Friday, October 23, 2015

31 Days of Horror- Day 23: Eden Lake (2008)

(dir. James Watkins)

The Weinstein Company

A school teacher and her boyfriend take a weekend getaway to the countryside where they are mercilessly taunted, chased, and tortured by a group of adolescent delinquents.

I’ve covered a lot of films this October that deal with couples encountering a number of horrors in the midst of their weekend retreats. It’s a formula that works well in terms of being used to both take the couple out of their familiar surroundings, and allow them to become aware of their unfamiliarity with each other and themselves. While all of these films (Honeymoon, Backcountry, Wrong Turn) have some themes in common, while offering a different set of rules and stakes, Eden Lake is the most emotionally draining of this set.

The romance of Jenny and Steve (Kelly Reilly and Michael Fassbender in one of his earliest film appearances) never feels false or like its hiding some secret resentment. While Steve’s desire to protect Jenny from a vicious group of teenagers does come partly from his need to preserve his own masculine ego, there’s never a sense that he’s willingly putting her in danger. This genuine, unselfish love established in the beginning makes what comes after all the more difficult. The film seems to take a rather feminist approach once Steve is gravely injured, that is until Eden Lake goes through lengths to show us that there are no heroes, no innocence and no power, at least not for adults.

Every time the film allows us to gain some margin of hopefulness for Jenny and Steve, the teens (led by a brutish Jack O’Connell) gain the upper hand, leading to one of the most shocking and stomach churning scenes in modern horror. Then, when you finally catch your breath and wipe your brow, the climax kicks into gear and things only get more hopeless after that before leaving you with the kick in the gut line “They’re just children.” Children, yes, but monsters as well.

Scare Factor: 5/5 Brutal in refusal to turn away from violence, heartbreaking in its romantic ruin, and disorienting in its exposure of humanity, Eden Lake is unshakably horrific.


= TASK ITEM =
Each line that contains "sensitised" needs to be copied from the listing.

= RAW DATA =
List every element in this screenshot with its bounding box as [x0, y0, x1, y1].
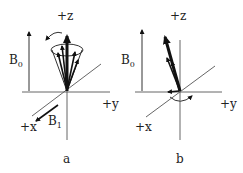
y-label: +y — [220, 97, 237, 111]
b0-label: B0 — [9, 53, 23, 69]
nmr-diagram: B0 B1 +z +y +x a B0 — [0, 0, 243, 173]
x-axis — [146, 66, 215, 117]
b1-label: B1 — [48, 114, 62, 130]
z-label: +z — [57, 9, 73, 23]
z-label: +z — [170, 9, 186, 23]
panel-b: B0 +z +y +x b — [121, 9, 237, 166]
transverse-vector — [168, 91, 179, 92]
caption-b: b — [176, 152, 184, 166]
x-label: +x — [20, 120, 37, 134]
b0-label: B0 — [121, 53, 135, 69]
precession-arrow-icon — [46, 32, 62, 40]
panel-a: B0 B1 +z +y +x a — [9, 9, 119, 166]
net-magnetization-vector — [165, 37, 180, 91]
caption-a: a — [63, 152, 70, 166]
x-label: +x — [135, 120, 152, 134]
y-label: +y — [102, 97, 119, 111]
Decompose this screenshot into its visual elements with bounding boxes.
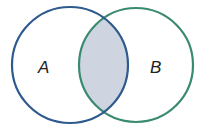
venn-canvas: A B <box>0 0 202 134</box>
set-b-label: B <box>150 58 161 77</box>
venn-diagram: A B <box>0 0 202 134</box>
set-a-label: A <box>37 58 49 77</box>
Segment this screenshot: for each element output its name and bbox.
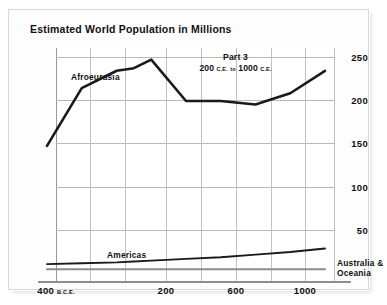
line-americas bbox=[47, 249, 325, 265]
chart-lines bbox=[0, 0, 387, 305]
line-afroeurasia bbox=[47, 60, 325, 146]
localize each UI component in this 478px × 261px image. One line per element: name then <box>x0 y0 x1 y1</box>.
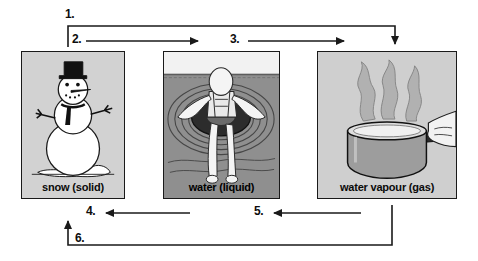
step-label-3: 3. <box>230 33 239 45</box>
panel-snow-caption: snow (solid) <box>22 181 124 193</box>
panel-vapour-caption: water vapour (gas) <box>318 181 456 193</box>
arrow-6-path <box>68 205 392 245</box>
step-label-2: 2. <box>72 33 81 45</box>
panel-snow-solid: snow (solid) <box>21 51 125 199</box>
panel-vapour-gas: water vapour (gas) <box>317 51 457 199</box>
steaming-pot-icon <box>318 52 456 198</box>
step-label-5: 5. <box>254 205 263 217</box>
step-label-4: 4. <box>86 205 95 217</box>
step-label-1: 1. <box>65 8 74 20</box>
person-floating-in-inner-tube-icon <box>164 52 279 198</box>
step-label-6: 6. <box>75 232 84 244</box>
diagram-canvas: 1. 2. 3. 4. 5. 6. <box>0 0 478 261</box>
panel-water-liquid: water (liquid) <box>163 51 280 199</box>
snowman-icon <box>22 52 124 198</box>
panel-water-caption: water (liquid) <box>164 181 279 193</box>
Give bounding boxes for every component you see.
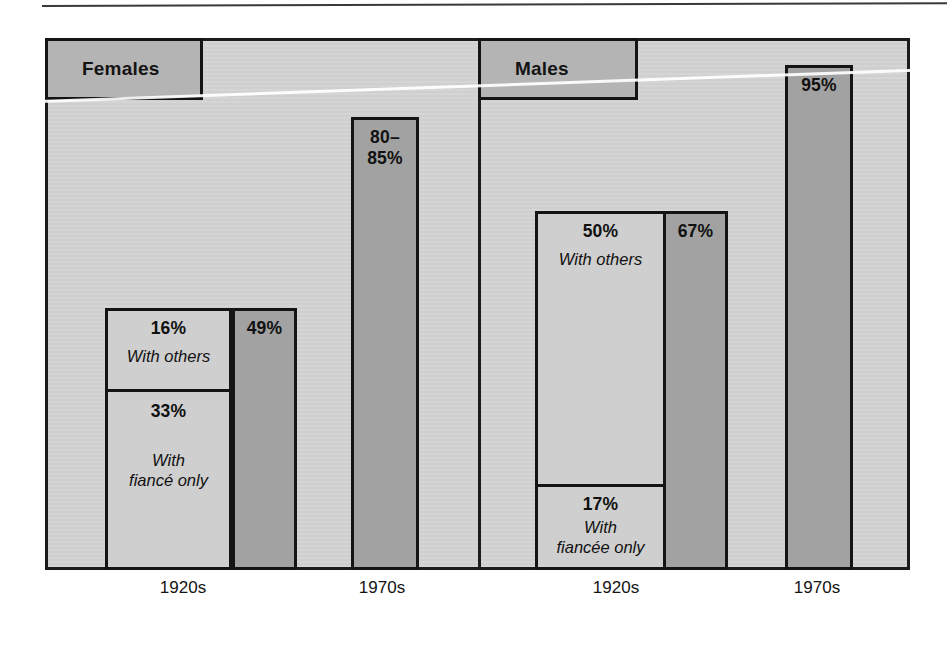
bar-label-wrap-80-85: 80– 85%	[351, 117, 419, 168]
segment-note-with-fiance-only: With fiancé only	[129, 450, 208, 491]
axis-label-females-1970s: 1970s	[322, 578, 442, 598]
bar-segment-males-with-fiancee-only: 17% With fiancée only	[535, 487, 666, 570]
segment-value-16: 16%	[151, 318, 187, 339]
segment-value-33: 33%	[151, 401, 187, 422]
bar-females-1920s-stacked: 16% With others 33% With fiancé only	[105, 308, 232, 570]
segment-note-with-others-males: With others	[559, 249, 642, 270]
axis-label-females-1920s: 1920s	[123, 578, 243, 598]
panel-header-females: Females	[45, 38, 203, 100]
segment-note-with-others: With others	[127, 346, 210, 367]
panel-title-males: Males	[481, 58, 569, 80]
axis-label-males-1920s: 1920s	[556, 578, 676, 598]
bar-females-1920s-total: 49%	[232, 308, 297, 570]
bar-label-wrap-95: 95%	[785, 65, 853, 96]
bar-total-label-wrap-49: 49%	[232, 308, 297, 339]
panel-divider	[478, 41, 481, 567]
segment-value-17: 17%	[583, 494, 619, 515]
panel-title-females: Females	[48, 58, 159, 80]
axis-label-males-1970s: 1970s	[757, 578, 877, 598]
panel-header-males: Males	[478, 38, 638, 100]
bar-segment-females-with-fiance-only: 33% With fiancé only	[105, 392, 232, 570]
bar-value-67: 67%	[678, 221, 714, 242]
page-rule	[42, 2, 947, 7]
bar-females-1970s: 80– 85%	[351, 117, 419, 570]
bar-segment-males-with-others: 50% With others	[535, 211, 666, 487]
bar-value-95: 95%	[801, 75, 837, 96]
bar-value-49: 49%	[247, 318, 283, 339]
bar-males-1920s-stacked: 50% With others 17% With fiancée only	[535, 211, 666, 570]
figure-root: Females 16% With others 33% With fiancé …	[0, 0, 950, 653]
bar-total-label-wrap-67: 67%	[663, 211, 728, 242]
bar-segment-females-with-others: 16% With others	[105, 308, 232, 392]
chart-plot-area: Females 16% With others 33% With fiancé …	[45, 38, 910, 570]
segment-note-with-fiancee-only: With fiancée only	[556, 517, 644, 558]
segment-value-50: 50%	[583, 221, 619, 242]
bar-males-1970s: 95%	[785, 65, 853, 570]
bar-value-80-85: 80– 85%	[367, 127, 403, 168]
bar-males-1920s-total: 67%	[663, 211, 728, 570]
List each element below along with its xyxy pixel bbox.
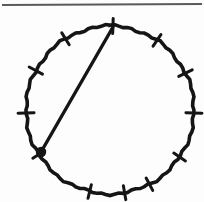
tick-3-oclock [186, 113, 202, 114]
tick-6-oclock [123, 186, 125, 200]
tick-mark-group [18, 19, 202, 200]
circle-figure-svg [0, 0, 204, 202]
tick-9-oclock [18, 113, 34, 114]
main-circle-outline [26, 25, 194, 196]
figure-container [0, 0, 204, 202]
tick-7-oclock [88, 185, 91, 199]
chord-line [41, 27, 113, 152]
filled-vertex-dot [36, 147, 46, 157]
horizontal-rule-line [2, 4, 202, 5]
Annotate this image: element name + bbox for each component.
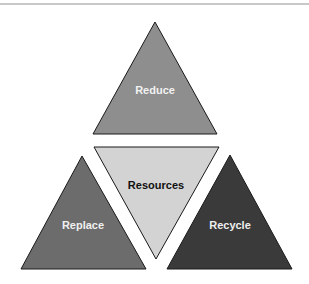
replace-label: Replace [62, 219, 104, 231]
recycle-label: Recycle [209, 219, 251, 231]
reduce-label: Reduce [135, 84, 175, 96]
resources-label: Resources [128, 179, 184, 191]
reduce-triangle: Reduce [93, 22, 217, 134]
resource-triangle-diagram: Reduce Resources Replace Recycle [0, 0, 309, 284]
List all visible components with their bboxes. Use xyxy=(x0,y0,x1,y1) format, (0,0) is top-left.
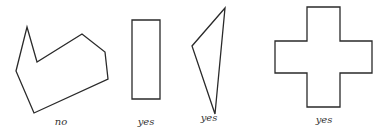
cross-shape xyxy=(275,7,372,107)
rectangle-shape xyxy=(132,20,160,99)
triangle-shape xyxy=(192,8,225,114)
label-cross: yes xyxy=(316,114,333,125)
concave-polygon-shape xyxy=(16,27,108,113)
label-rectangle: yes xyxy=(138,116,155,127)
label-triangle: yes xyxy=(201,112,218,123)
label-concave-polygon: no xyxy=(55,116,67,127)
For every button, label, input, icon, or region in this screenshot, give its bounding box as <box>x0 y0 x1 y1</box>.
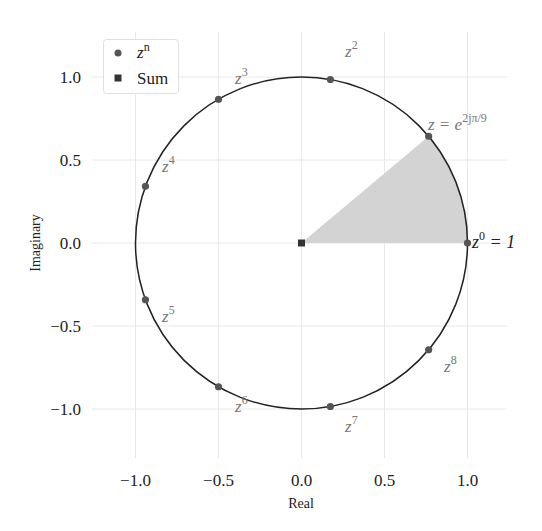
x-tick-label: 1.0 <box>457 471 478 490</box>
label-z3: z3 <box>234 65 248 88</box>
label-z2: z2 <box>344 38 358 61</box>
point-z2 <box>327 76 334 83</box>
point-z6 <box>215 383 222 390</box>
legend-circle-icon <box>115 50 122 57</box>
chart-canvas: −1.0−0.50.00.51.0 −1.0−0.50.00.51.0 Real… <box>0 0 542 531</box>
label-z5: z5 <box>161 303 175 326</box>
y-axis-label: Imaginary <box>28 214 43 272</box>
label-z1: z = e2jπ/9 <box>427 111 487 134</box>
point-z8 <box>425 346 432 353</box>
label-z8: z8 <box>443 353 457 376</box>
y-tick-label: −1.0 <box>50 400 81 419</box>
point-z3 <box>215 96 222 103</box>
legend-item-sum: Sum <box>137 69 168 88</box>
x-tick-labels: −1.0−0.50.00.51.0 <box>120 471 478 490</box>
y-tick-label: 1.0 <box>60 68 81 87</box>
label-z0: z0 = 1 <box>471 229 515 252</box>
label-z7: z7 <box>344 413 358 436</box>
y-tick-labels: −1.0−0.50.00.51.0 <box>50 68 81 419</box>
x-tick-label: −0.5 <box>203 471 234 490</box>
y-tick-label: 0.5 <box>60 151 81 170</box>
label-z4: z4 <box>161 153 175 176</box>
x-tick-label: −1.0 <box>120 471 151 490</box>
y-tick-label: −0.5 <box>50 317 81 336</box>
label-z6: z6 <box>234 393 248 416</box>
point-z4 <box>142 183 149 190</box>
point-z0 <box>464 239 471 246</box>
x-tick-label: 0.5 <box>374 471 395 490</box>
y-tick-label: 0.0 <box>60 234 81 253</box>
sum-marker <box>298 240 305 247</box>
point-z5 <box>142 296 149 303</box>
x-axis-label: Real <box>288 496 314 511</box>
x-tick-label: 0.0 <box>291 471 312 490</box>
legend: zn Sum <box>104 40 179 94</box>
point-z7 <box>327 403 334 410</box>
legend-square-icon <box>115 75 122 82</box>
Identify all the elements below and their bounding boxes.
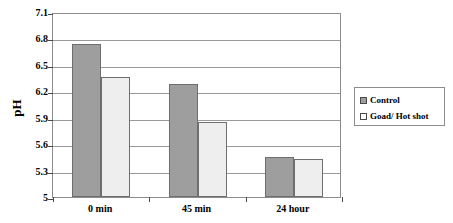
x-axis-tick: [342, 197, 343, 202]
y-axis-tick-label: 5: [20, 193, 48, 203]
x-axis-tick: [246, 197, 247, 202]
y-axis-tick-label: 6.8: [20, 34, 48, 44]
bar-chart: pH 55.35.65.96.26.56.87.1 0 min45 min24 …: [0, 0, 453, 223]
bar-goad-hot-shot-45-min: [198, 122, 227, 197]
legend-item-goad-hot-shot: Goad/ Hot shot: [360, 108, 441, 124]
y-axis-tick: [48, 173, 53, 174]
bar-goad-hot-shot-24-hour: [294, 159, 323, 197]
y-axis-tick: [48, 14, 53, 15]
legend-label: Goad/ Hot shot: [370, 112, 429, 121]
y-axis-tick: [48, 120, 53, 121]
x-axis-tick: [149, 197, 150, 202]
bar-control-45-min: [169, 84, 198, 197]
plot-area: [52, 13, 341, 198]
x-axis-category-label: 0 min: [60, 203, 140, 214]
chart-legend: Control Goad/ Hot shot: [354, 87, 445, 126]
y-axis-tick: [48, 40, 53, 41]
legend-swatch-icon: [360, 113, 367, 120]
bar-control-0-min: [72, 44, 101, 197]
legend-item-control: Control: [360, 92, 441, 108]
y-axis-tick-label: 6.5: [20, 61, 48, 71]
bar-control-24-hour: [265, 157, 294, 197]
y-axis-tick: [48, 67, 53, 68]
y-axis-tick-label: 5.6: [20, 140, 48, 150]
y-axis-tick-label: 7.1: [20, 8, 48, 18]
bar-goad-hot-shot-0-min: [101, 77, 130, 197]
legend-label: Control: [370, 96, 400, 105]
y-axis-tick-label: 6.2: [20, 87, 48, 97]
x-axis-category-label: 24 hour: [253, 203, 333, 214]
x-axis-tick: [53, 197, 54, 202]
gridline: [53, 40, 340, 41]
y-axis-tick-labels: 55.35.65.96.26.56.87.1: [20, 0, 48, 223]
y-axis-tick: [48, 93, 53, 94]
legend-swatch-icon: [360, 97, 367, 104]
y-axis-tick: [48, 146, 53, 147]
x-axis-category-label: 45 min: [157, 203, 237, 214]
y-axis-tick-label: 5.3: [20, 167, 48, 177]
y-axis-tick-label: 5.9: [20, 114, 48, 124]
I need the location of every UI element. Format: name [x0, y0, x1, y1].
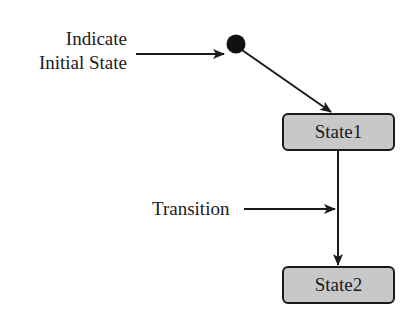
initial-state-annotation-line2: Initial State	[39, 51, 127, 75]
initial-state-annotation-line1: Indicate	[39, 27, 127, 51]
state-node-state2: State2	[282, 266, 395, 304]
state2-label: State2	[315, 274, 363, 296]
state1-label: State1	[315, 121, 363, 143]
initial-transition-arrow	[242, 50, 331, 112]
initial-state-annotation: Indicate Initial State	[39, 27, 127, 75]
transition-annotation: Transition	[152, 197, 229, 221]
state-node-state1: State1	[282, 113, 395, 151]
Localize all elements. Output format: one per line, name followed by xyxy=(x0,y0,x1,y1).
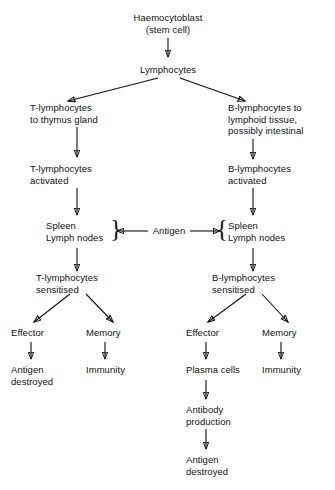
node-t-lymphocytes-sensitised: T-lymphocytes sensitised xyxy=(36,272,136,295)
node-b-lymphocytes-lymphoid: B-lymphocytes to lymphoid tissue, possib… xyxy=(228,102,333,137)
node-t-lymphocytes-activated: T-lymphocytes activated xyxy=(30,163,130,186)
node-t-effector: Effector xyxy=(11,327,71,339)
node-b-effector: Effector xyxy=(186,327,246,339)
node-t-immunity: Immunity xyxy=(86,364,156,376)
edge-lymphocytes-to-b xyxy=(180,78,245,101)
node-b-immunity: Immunity xyxy=(262,364,332,376)
node-t-lymphocytes-thymus: T-lymphocytes to thymus gland xyxy=(30,102,130,125)
node-t-antigen-destroyed: Antigen destroyed xyxy=(11,364,81,387)
node-t-spleen-lymph-nodes: Spleen Lymph nodes xyxy=(46,220,116,243)
node-plasma-cells: Plasma cells xyxy=(186,364,266,376)
edge-b-sensitised-to-effector xyxy=(208,294,246,322)
node-b-spleen-lymph-nodes: Spleen Lymph nodes xyxy=(228,220,308,243)
node-haemocytoblast: Haemocytoblast (stem cell) xyxy=(108,12,228,35)
edge-t-sensitised-to-memory xyxy=(86,294,113,322)
flowchart-diagram: } { Haemocytoblast (stem cell) Lymphocyt… xyxy=(0,0,335,490)
node-t-memory: Memory xyxy=(86,327,146,339)
edge-t-sensitised-to-effector xyxy=(34,294,70,322)
node-antibody-production: Antibody production xyxy=(186,404,266,427)
node-b-lymphocytes-activated: B-lymphocytes activated xyxy=(228,163,328,186)
node-b-memory: Memory xyxy=(262,327,322,339)
node-lymphocytes: Lymphocytes xyxy=(118,64,218,76)
brace-right-spleen-group: { xyxy=(216,216,228,241)
node-b-lymphocytes-sensitised: B-lymphocytes sensitised xyxy=(212,272,312,295)
edge-lymphocytes-to-t xyxy=(68,78,158,101)
node-antigen: Antigen xyxy=(138,225,200,237)
node-b-antigen-destroyed: Antigen destroyed xyxy=(186,454,256,477)
edge-b-sensitised-to-memory xyxy=(262,294,288,322)
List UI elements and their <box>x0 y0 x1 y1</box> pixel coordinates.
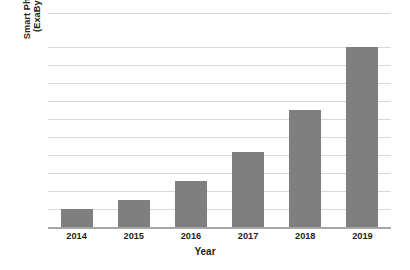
x-axis-tick-label: 2017 <box>220 231 276 241</box>
bar <box>118 200 150 227</box>
bar <box>289 110 321 227</box>
x-axis-tick-labels: 201420152016201720182019 <box>48 231 391 245</box>
bar-chart-figure: Smart Phone Data Traffic (ExaByte per Se… <box>0 0 410 270</box>
x-axis-tick-label: 2018 <box>277 231 333 241</box>
y-axis-title: Smart Phone Data Traffic (ExaByte per Se… <box>14 0 50 76</box>
x-axis-tick-label: 2014 <box>49 231 105 241</box>
bar <box>61 209 93 227</box>
bar <box>232 152 264 227</box>
x-axis-tick-label: 2019 <box>334 231 390 241</box>
bar <box>175 181 207 227</box>
x-axis-line <box>48 227 391 229</box>
x-axis-tick-label: 2015 <box>106 231 162 241</box>
bars-layer <box>48 13 391 227</box>
y-axis-title-line-1: Smart Phone Data Traffic <box>22 0 32 39</box>
y-axis-title-line-2: (ExaByte per Second) <box>32 0 42 32</box>
bar <box>346 47 378 227</box>
x-axis-title: Year <box>0 246 410 257</box>
x-axis-tick-label: 2016 <box>163 231 219 241</box>
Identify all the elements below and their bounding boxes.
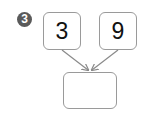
answer-box[interactable] xyxy=(63,72,117,109)
left-arrow xyxy=(62,50,88,70)
right-arrow xyxy=(92,50,118,70)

= EXERCISE RESULT =
node-t-lymphocytes-sensitised: T-lymphocytes sensitised xyxy=(36,272,136,295)
edge-b-sensitised-to-effector xyxy=(208,294,246,322)
edge-t-sensitised-to-memory xyxy=(86,294,113,322)
edge-t-sensitised-to-effector xyxy=(34,294,70,322)
node-b-lymphocytes-sensitised: B-lymphocytes sensitised xyxy=(212,272,312,295)
edge-b-sensitised-to-memory xyxy=(262,294,288,322)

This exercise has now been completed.